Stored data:
^^^^^^^^^^^^^^^^

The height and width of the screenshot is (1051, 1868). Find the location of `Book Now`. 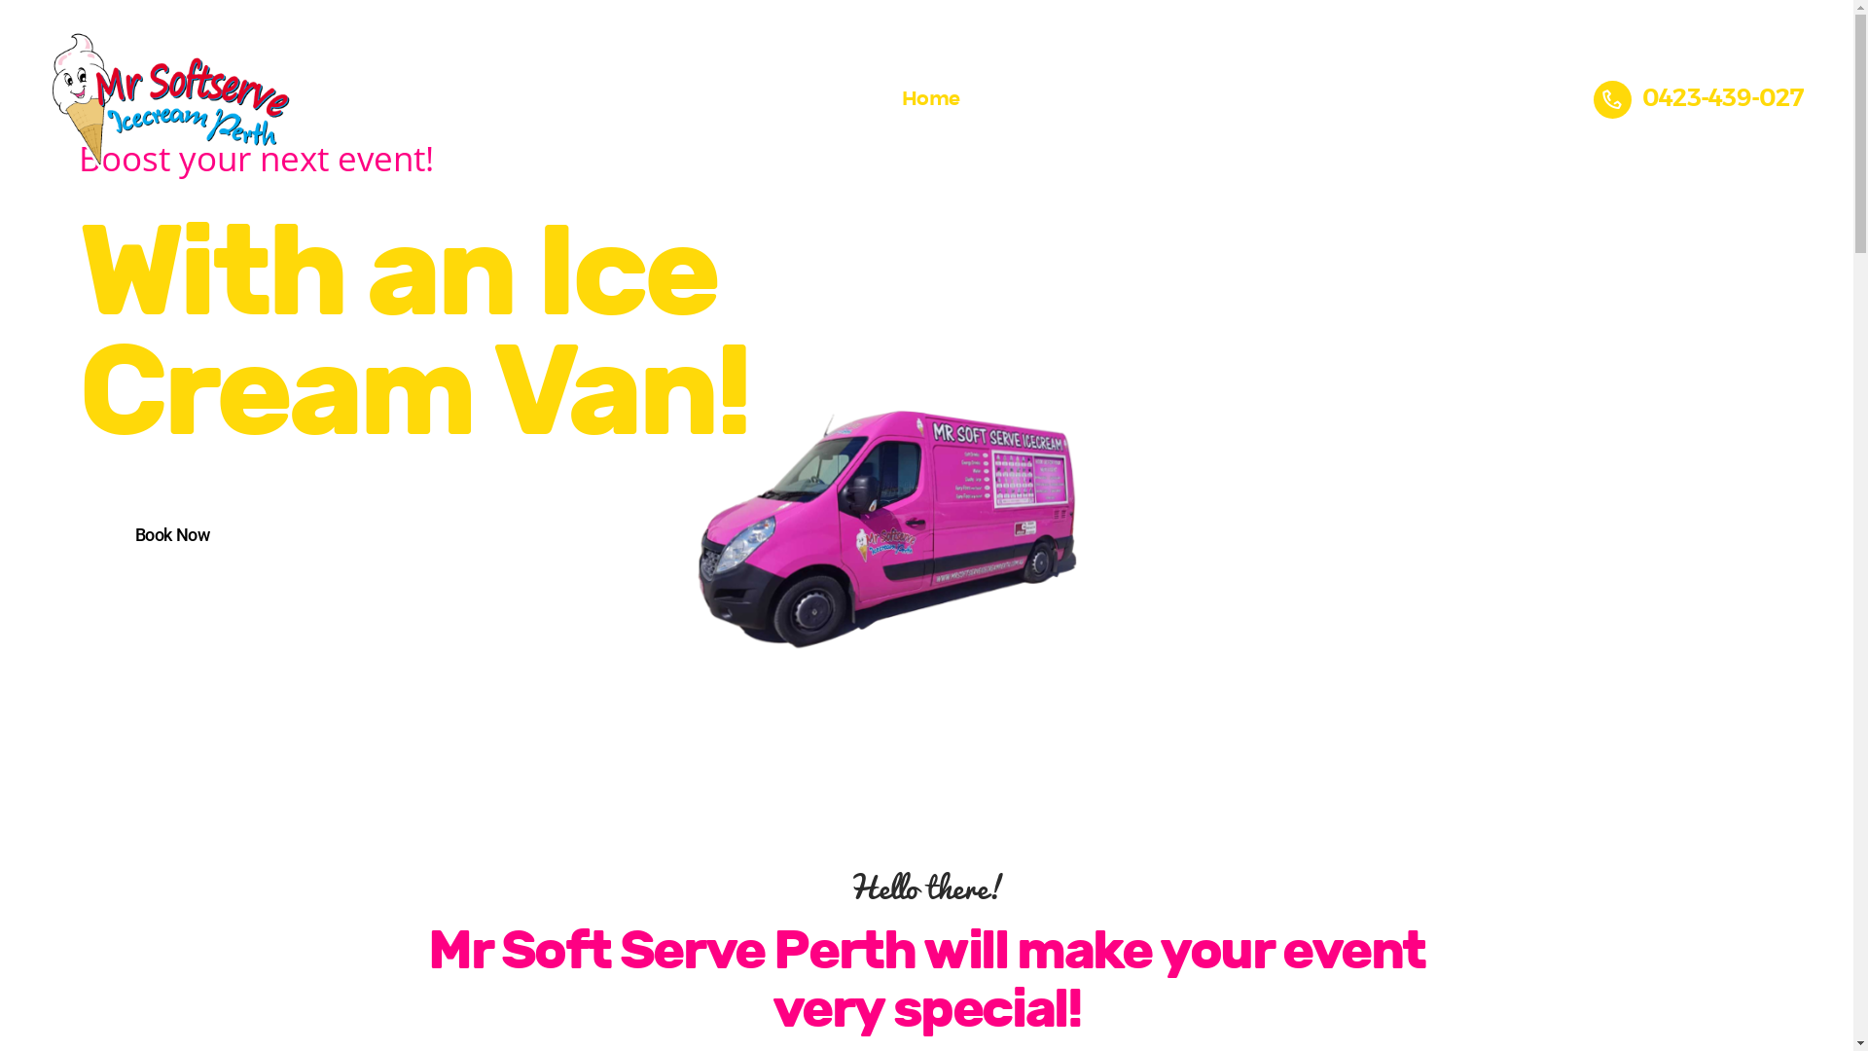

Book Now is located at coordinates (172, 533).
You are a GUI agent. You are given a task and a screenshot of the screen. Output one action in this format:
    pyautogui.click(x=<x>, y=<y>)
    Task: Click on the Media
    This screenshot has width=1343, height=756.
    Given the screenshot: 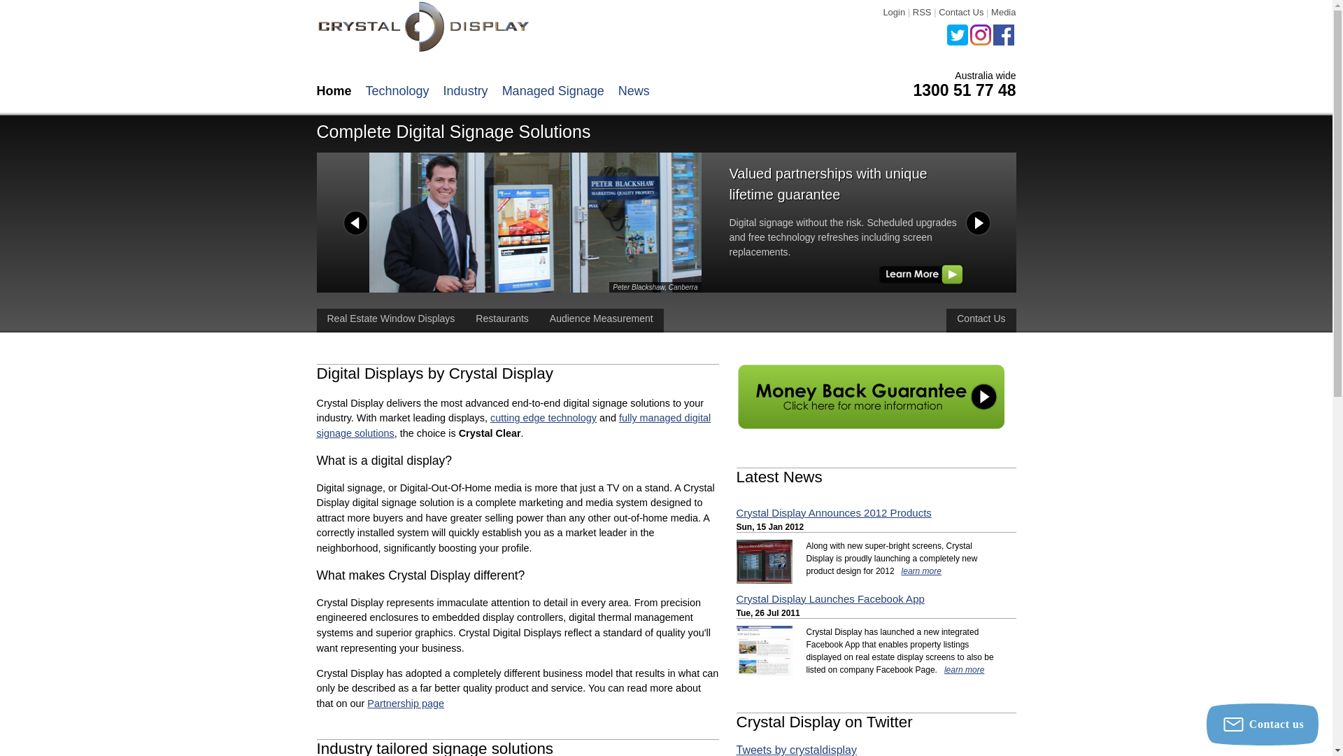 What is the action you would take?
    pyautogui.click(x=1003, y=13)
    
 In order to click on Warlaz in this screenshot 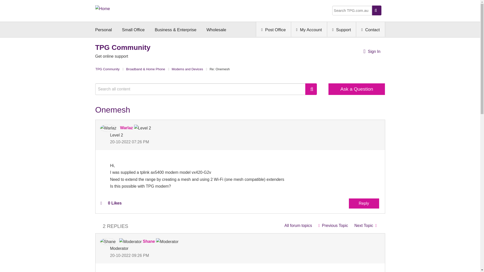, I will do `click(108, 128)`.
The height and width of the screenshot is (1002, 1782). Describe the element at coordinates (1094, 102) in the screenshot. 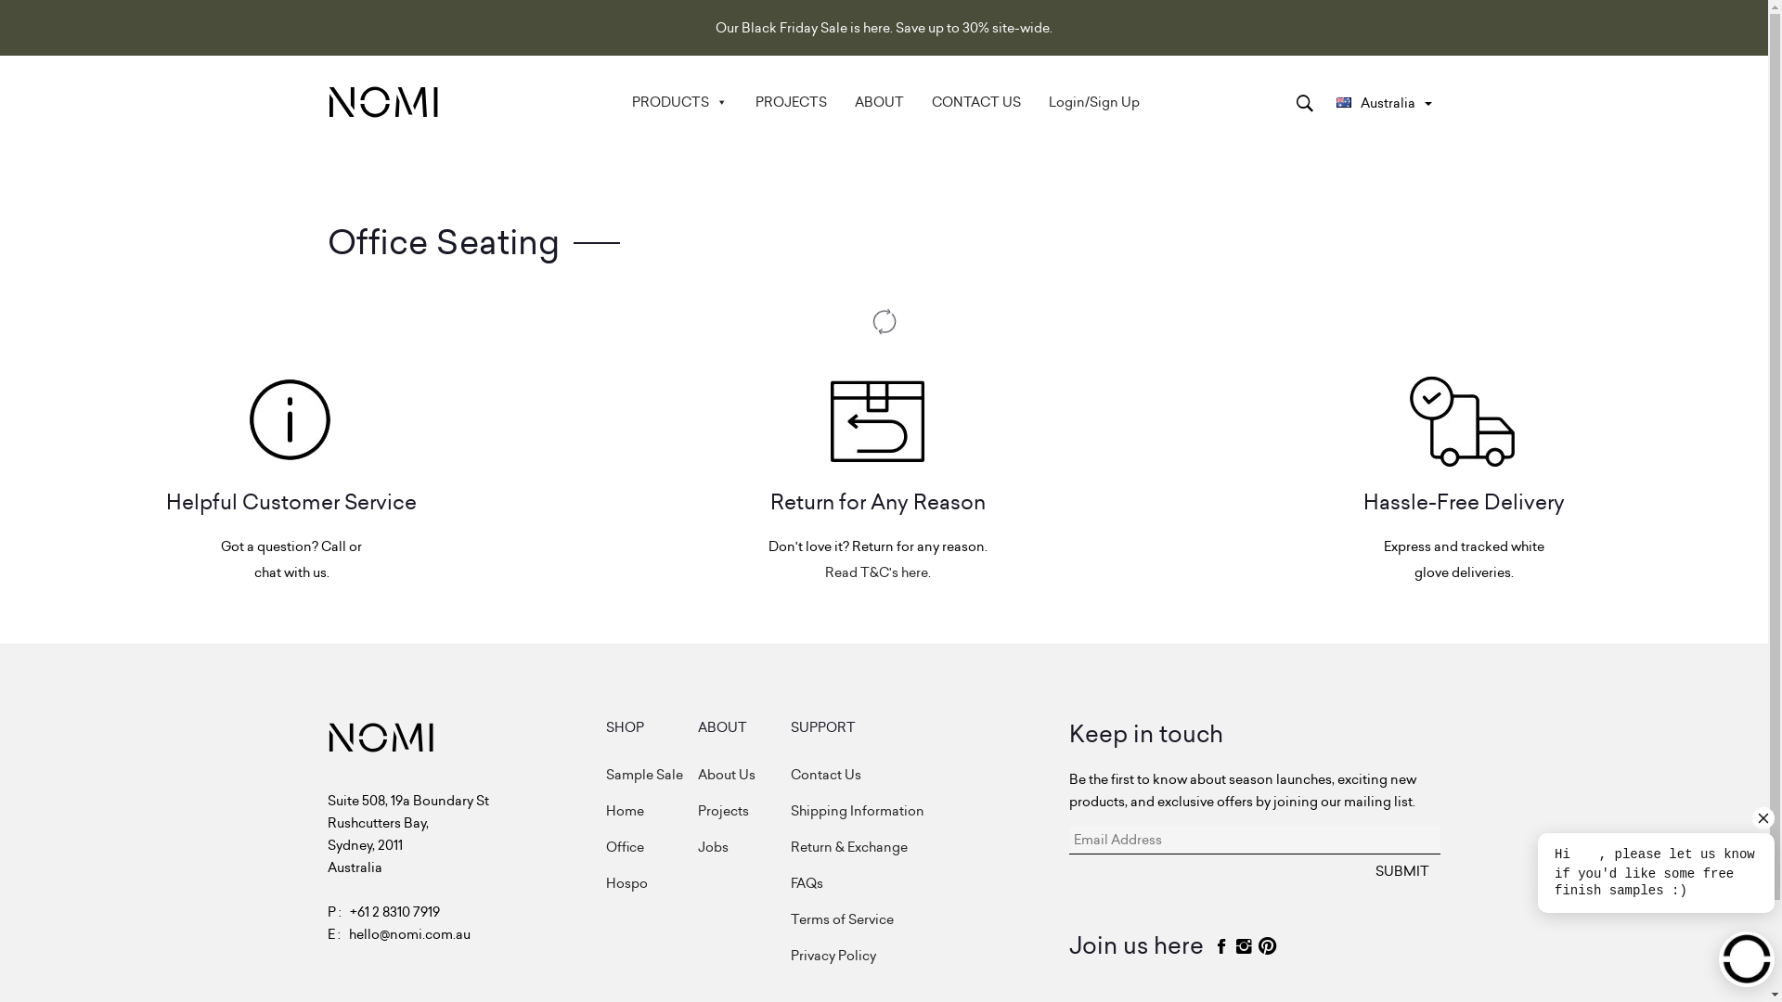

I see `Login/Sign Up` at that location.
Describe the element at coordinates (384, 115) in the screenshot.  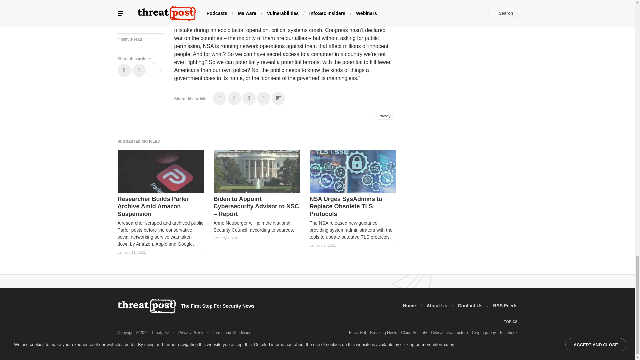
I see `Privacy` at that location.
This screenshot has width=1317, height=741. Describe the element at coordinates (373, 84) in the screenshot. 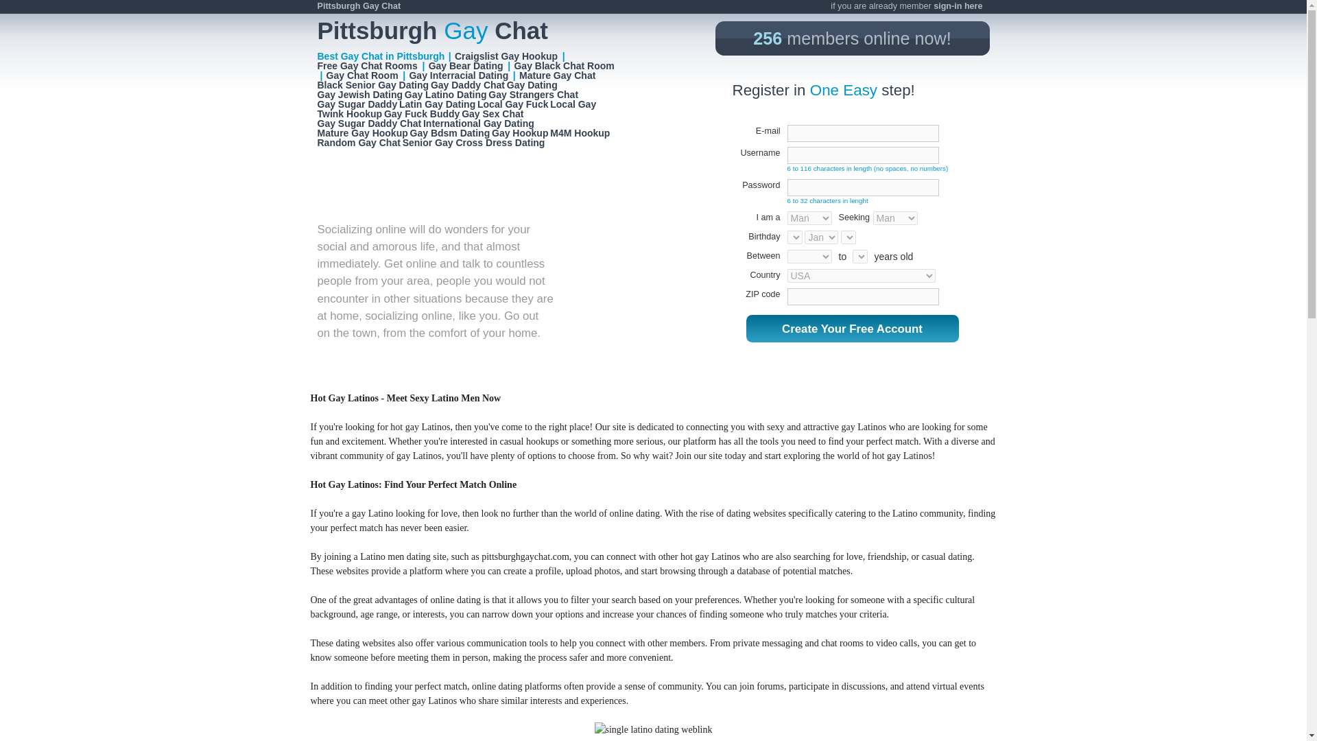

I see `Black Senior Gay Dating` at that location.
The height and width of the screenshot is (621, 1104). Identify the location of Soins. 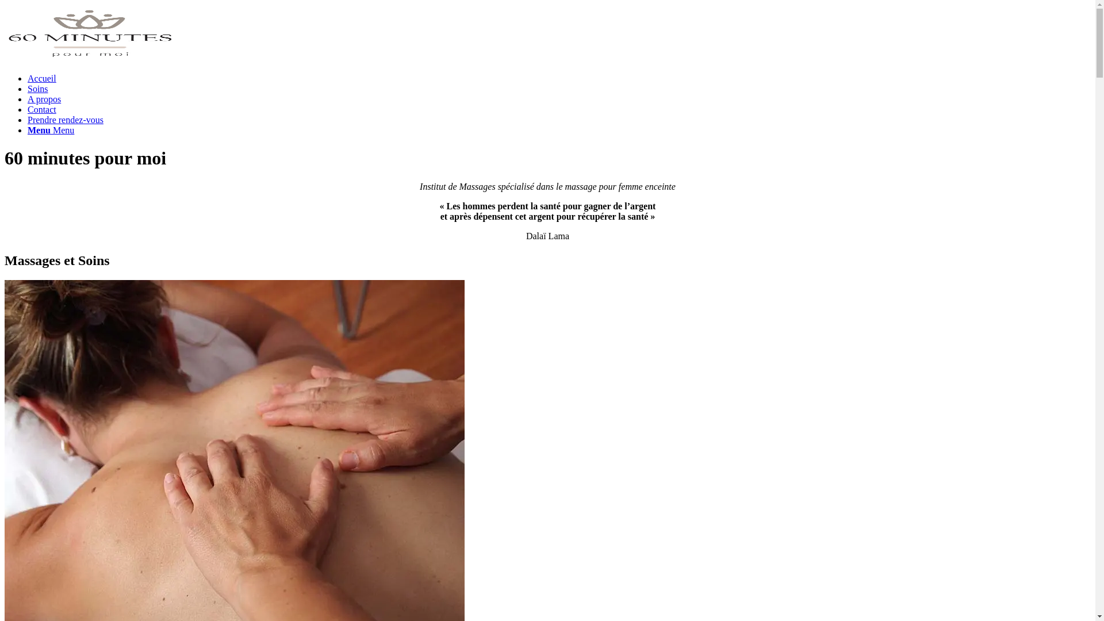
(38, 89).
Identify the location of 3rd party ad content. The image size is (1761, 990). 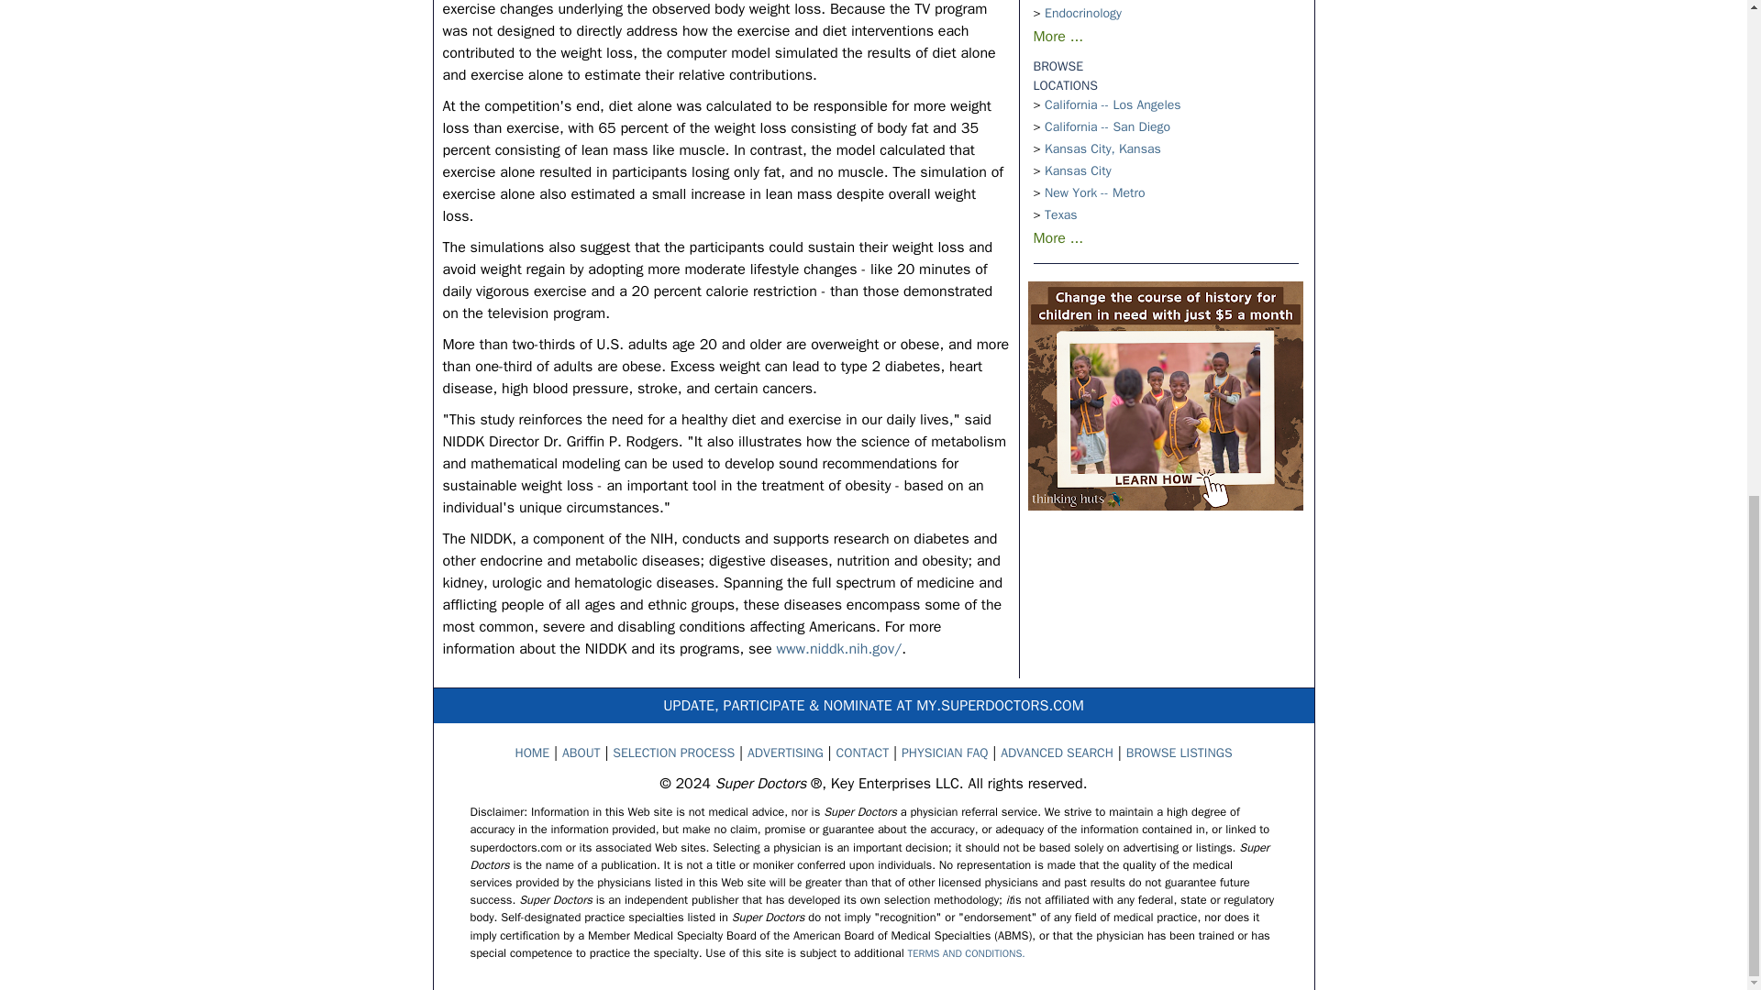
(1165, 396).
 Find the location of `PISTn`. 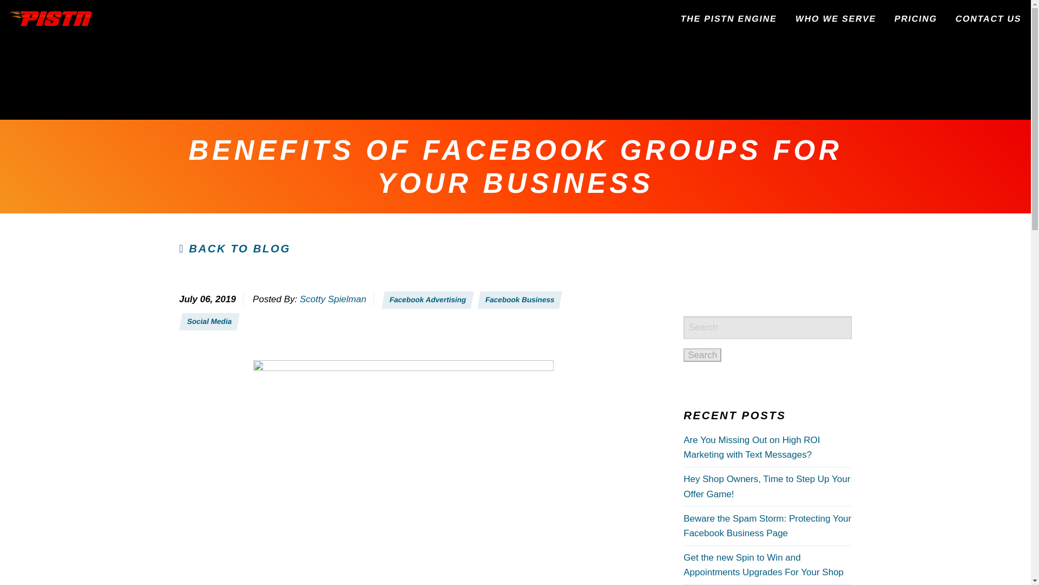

^^^^^^^^^^^^^^^^

* What is expected:
Pictures stay out. Repeat only the lines from the beginning of the data through the line that has "Task: Click on the Media".

* Your response:
The height and width of the screenshot is (1051, 1868). Find the location of `Book Now`. 

Book Now is located at coordinates (172, 533).
You are a GUI agent. You are given a task and a screenshot of the screen. Output one action in this format:
    pyautogui.click(x=<x>, y=<y>)
    Task: Click on the Media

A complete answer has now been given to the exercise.